General information

Managing iPads – The Configurator

Configurator_devices

We’ve talked in the past about having iPads in the library and how to buy multiple copies of an app at the same time. This is long delayed post about the tool we use at my library to manage the devices.

At Waukesha Public Library we use Apple’s Configurator 2. This is a great solution if you have up to forty or fifty devices to manage. Beyond that it gets unwieldy (although I’ll talk about a way you could use the Configurator for more devices). We have two dozen or so iPads we manage this way so it works perfectly for us.

You can see in the photo above all our iPads connected to the Configurator. It even gives you an idea of what the desktop of the iPad is; you can even upload your own image to be loaded on each device if you want to brand them for your library. When you connect the iPads you get a great status overview. You get the OS version, what specific device it is, its capacity, and whether it has software updates among other things.

Across the top are several choices of how to interact with the iPads: you can prepare, update, back up, or tag. Prepare is used when the iPad is first configured for use in the Configurator. This gives you the option of supervising the devices so that you can control how they get updated and what networks they have access to. If you’re going to circulate iPads you don’t want to supervise them because it will set limits on how the public can use them. If you’re using iPads only in the library—as we are—then you should supervise them so that you can guarantee that they work in your network. We mostly use update which gives supervised iPads the option of doing an OS update, an app update, or both an OS and app update (depending on what the devices need).

OS updates go very quickly. Usually it takes about a half hour to update 22 iPads. You might need to interact with each device after an OS update—to set a passcode (you can reset a device’s passcode through the Configurator which is great when someone changes it or forgets what they set it as), enable location services, etc.—so just budget that into the time you need to get the devices ready for us.

App updates have been a different beast for us. We were on a monthly update which is perhaps not often enough. We found that if we updated all the apps on a single device or if we updated a single app on all devices that the process went quickly. If we tried to updates all apps on all devices it tended to get hung up and time out. We’re doing updates more frequently now so we’re not running into that problem any longer.

Configurator_contentThe best thing you can do with the Configurator is create profiles. There are a lot of settings to which the Configurator gives you access. This includes blocking in-app purchases, setting the WiFi network, enabling content filters, setting up AirPlay or AirPrint, and more. Basically anything you can control under an iPad’s settings outside of downloaded apps you can set using the Configurator and put into a profile.

This way if there are forty iPads for children’s programming, twenty iPads for teens, and thirty iPads the public checks out, each one could have its own profile and its own settings. In this way you can manage a lot more than forty or fifty devices. You would manage each profile as an individual group.

If you want to be able to push out updates to devices wirelessly, you can consider Apple’s Mobile Device Management. You can host your MDM services locally—which requires a server—or host them in the cloud. For us it made sense to use the Configurator and update devices by connecting to them since they are kept in a single cart. Our local school district, as I’ve mentioned before, provides an iPad to all students K-12 so they use JAMF’s Casper Suite (a customized solution) to manage their approximately 15,000 devices.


If a line in the data holds "distribution", copy that line out in full.

[Material to process Boundary: Start]

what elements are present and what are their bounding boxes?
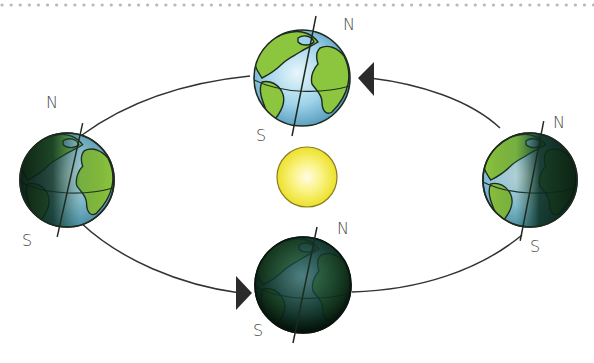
globe-top — [254, 16, 350, 136]
globe-right-north-label: N — [553, 113, 565, 132]
globe-bottom-north-label: N — [337, 219, 349, 238]
orbit-arrow-right-icon — [236, 276, 252, 310]
orbit-arrow-left-icon — [358, 62, 374, 96]
globe-bottom — [255, 227, 351, 343]
globe-top-north-label: N — [343, 15, 355, 34]
sun — [277, 147, 337, 207]
globe-right-south-label: S — [530, 237, 540, 256]
globe-right — [483, 121, 577, 241]
globe-left-south-label: S — [22, 231, 32, 250]
globe-left-north-label: N — [46, 93, 58, 112]
globe-top-south-label: S — [256, 126, 266, 145]
globe-left — [20, 123, 114, 237]
earth-orbit-diagram: N S N S N S N S — [0, 0, 594, 363]
globe-bottom-south-label: S — [253, 321, 263, 340]
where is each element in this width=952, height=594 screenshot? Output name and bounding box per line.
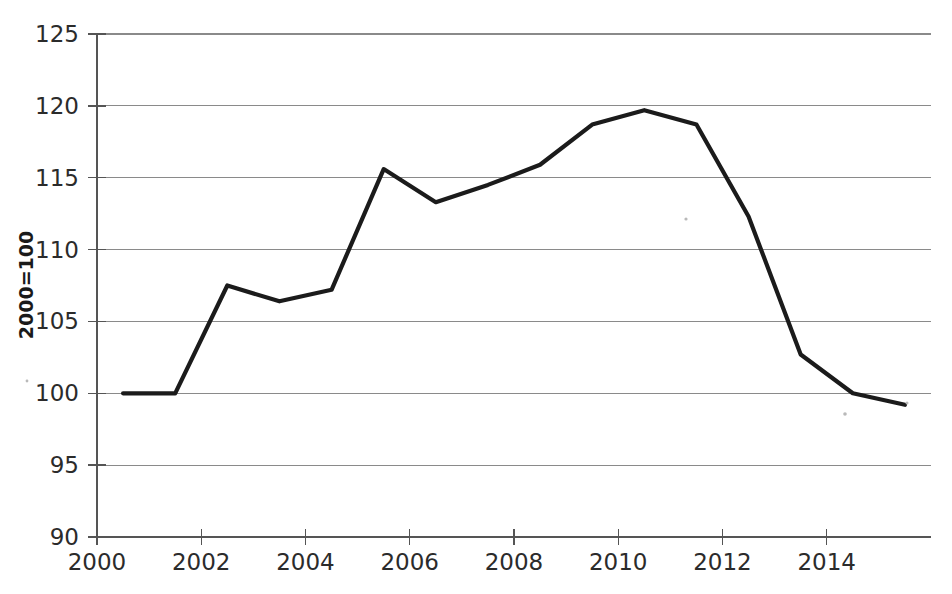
- y-axis-title: 2000=100: [15, 231, 37, 339]
- x-tick-label: 2010: [589, 549, 648, 575]
- x-tick-label: 2008: [485, 549, 544, 575]
- x-tick-label: 2006: [380, 549, 439, 575]
- y-tick-label: 115: [35, 165, 79, 191]
- y-tick-label: 90: [50, 524, 79, 550]
- y-tick-label: 120: [35, 93, 79, 119]
- x-tick-label: 2000: [68, 549, 127, 575]
- chart-figure: 9095100105110115120125 20002002200420062…: [0, 0, 952, 594]
- y-tick-label: 110: [35, 237, 79, 263]
- x-tick-label: 2012: [693, 549, 752, 575]
- x-tick-label: 2002: [172, 549, 231, 575]
- chart-background: [0, 0, 952, 594]
- line-chart: 9095100105110115120125 20002002200420062…: [0, 0, 952, 594]
- y-tick-label: 100: [35, 380, 79, 406]
- y-tick-label: 105: [35, 308, 79, 334]
- x-tick-label: 2004: [276, 549, 335, 575]
- y-tick-label: 95: [50, 452, 79, 478]
- y-tick-label: 125: [35, 21, 79, 47]
- x-tick-label: 2014: [797, 549, 856, 575]
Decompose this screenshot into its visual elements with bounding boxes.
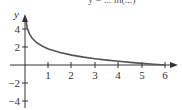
x-tick-label: 4 <box>115 69 121 81</box>
y-tick-label: −2 <box>8 77 20 89</box>
x-tick-label: 5 <box>139 69 145 81</box>
data-curve <box>26 22 165 65</box>
y-tick-label: 4 <box>15 23 21 35</box>
y-tick-label: 2 <box>15 41 21 53</box>
x-axis-arrow-icon <box>170 62 178 68</box>
x-tick-label: 6 <box>162 69 168 81</box>
x-tick-label: 3 <box>92 69 98 81</box>
y-tick-label: −4 <box>8 95 20 107</box>
chart-canvas: y = ... ln(...) y 1 2 3 4 5 6 4 2 −2 −4 <box>0 0 182 110</box>
x-tick-labels: 1 2 3 4 5 6 <box>45 69 168 81</box>
x-tick-label: 2 <box>68 69 74 81</box>
y-axis-arrow-icon <box>22 14 28 22</box>
x-tick-label: 1 <box>45 69 51 81</box>
chart-title-fragment: y = ... ln(...) <box>88 0 136 6</box>
y-axis-label: y <box>13 8 19 20</box>
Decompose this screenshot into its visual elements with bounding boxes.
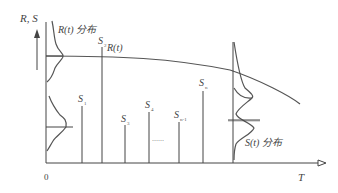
- svg-text:S: S: [121, 113, 126, 124]
- svg-text:n: n: [205, 85, 208, 90]
- ellipsis: ……: [152, 136, 164, 142]
- up-arrow-icon: [34, 29, 40, 38]
- diagram-svg: R, S 0 T R(t) 分布 R(t) S 1 S 2: [0, 0, 338, 193]
- strength-curve-label: R(t): [106, 42, 123, 54]
- origin-label: 0: [44, 172, 49, 182]
- stress-distribution-left-curve: [47, 96, 66, 151]
- stress-strength-diagram: R, S 0 T R(t) 分布 R(t) S 1 S 2: [0, 0, 338, 193]
- y-axis-label: R, S: [19, 12, 38, 24]
- svg-text:1: 1: [84, 101, 87, 106]
- svg-text:S: S: [78, 93, 83, 104]
- x-axis-label: T: [298, 171, 305, 183]
- svg-text:S: S: [145, 99, 150, 110]
- stress-distribution-label: S(t) 分布: [245, 137, 284, 149]
- stress-sample-label-2: S 2: [98, 35, 107, 48]
- svg-text:S: S: [174, 109, 179, 120]
- stress-sample-label-n-1: S n-1: [174, 109, 187, 122]
- svg-text:S: S: [98, 35, 103, 46]
- stress-sample-label-4: S 4: [145, 99, 154, 112]
- stress-sample-label-n: S n: [199, 77, 208, 90]
- stress-sample-label-3: S 3: [121, 113, 130, 126]
- x-axis-arrow-icon: [318, 160, 326, 166]
- strength-curve: [46, 56, 300, 104]
- svg-text:S: S: [199, 77, 204, 88]
- svg-text:n-1: n-1: [180, 117, 187, 122]
- stress-sample-label-1: S 1: [78, 93, 87, 106]
- strength-distribution-label: R(t) 分布: [57, 24, 98, 36]
- svg-text:4: 4: [151, 107, 154, 112]
- strength-distribution-right-curve: [234, 88, 252, 98]
- svg-text:3: 3: [127, 121, 130, 126]
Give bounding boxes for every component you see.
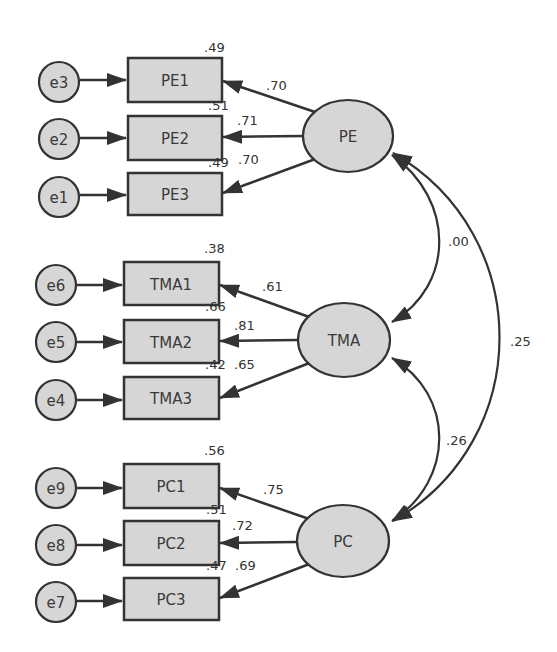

[Material to process Boundary: End]

The completed task:
- stress-distribution-left-curve: [47, 96, 66, 151]
- stress-distribution-label: S(t) 分布: [245, 137, 284, 149]
- strength-distribution-label: R(t) 分布: [57, 24, 98, 36]
- strength-distribution-right-curve: [234, 88, 252, 98]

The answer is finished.